If you think about it, it wouldn’t surprise me if most of the questions asked in your interviews are either directly leading, only answer one specific thing at a time, or both. Craft questions to be more open while still specific enough as to get the point across (while keeping in mind some candidates will not understand such questions even with specificity, and that can be a valuable insight as well…assuming you aren’t making the questions so open as to be completely non-specific and utterly confusing). Use questions that answer multiple things (“How would you design a reservation system for a restaurant?” Everyone knows restaurants, and this answers DB, architecture, UI, requirements gathering, thought process, etc.), or questions that can lead down a path of multiple insights or topics (walking a candidate through a project process: requirements/spec gathering, estimation & design, unexpected shortened timelines, development, scope creep, slipping the date and figuring out how to get back on track, documentation, etc.).

Summation

Interviewing well is a vital requirement for successfully building a team, as a bad hire will hurt your team/company much more than a good hire will help it. And interviewing well is something that requires an investment to do well, and it is a wise investment. Many issues I see in jobs, especially larger corporations, are all related to bad leadership or bad hiring. And much of the time the bad leadership is due to bad hiring in the first place. Interviews are a basic fundamental thing that has impacts that will eventually ripple into nearly every facet of the company, especially if done poorly. Respect that notion, and work to always improve it.
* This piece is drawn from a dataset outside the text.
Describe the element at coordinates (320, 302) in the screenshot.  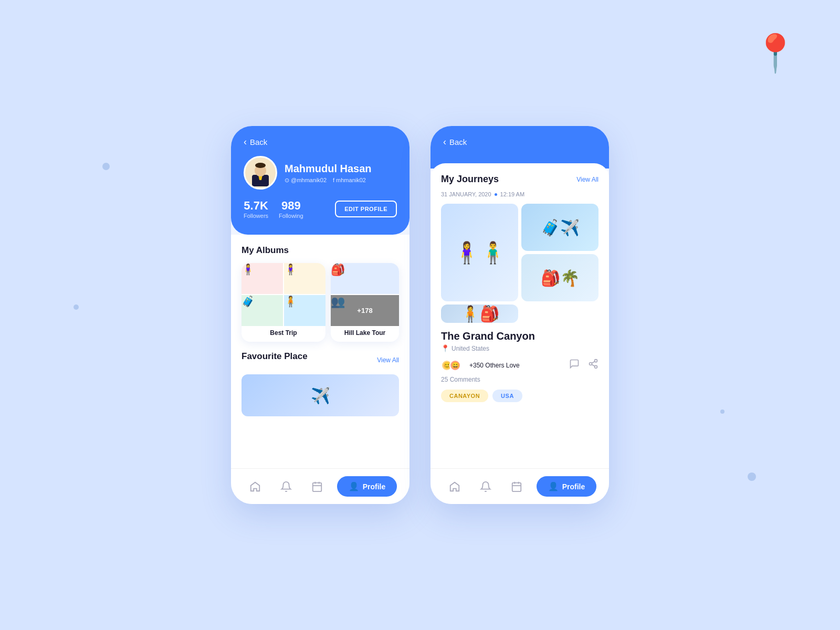
I see `albums-grid: 🧍‍♀️ 🧍‍♀️ 🧳 🧍 Best Trip` at that location.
It doesn’t take too much effort, and it will pay off in both sanity, improved teams, and a fundamentally improved staff in your workplace.

What I lay out above is certainly not the full breadth and width of the ways interviews can be improved, and there are definitely more nuanced things to list if I wanted to list every single detail about why tech interviews suck. But hopefully what I’ve pointed out above will, at the very least, spark a different point of view or a rethinking of an approach, even if it isn’t directly what works for me or what I proposed an alternative to, the biggest outcome if you’ve taken the time to read this is simply to actively re-think your interviewing process and identify areas to improve it (as well as areas that already work and capitalizing on them). Always keep moving ahead, and sometimes its hard to tell if you are stuck unless someone points it out to you.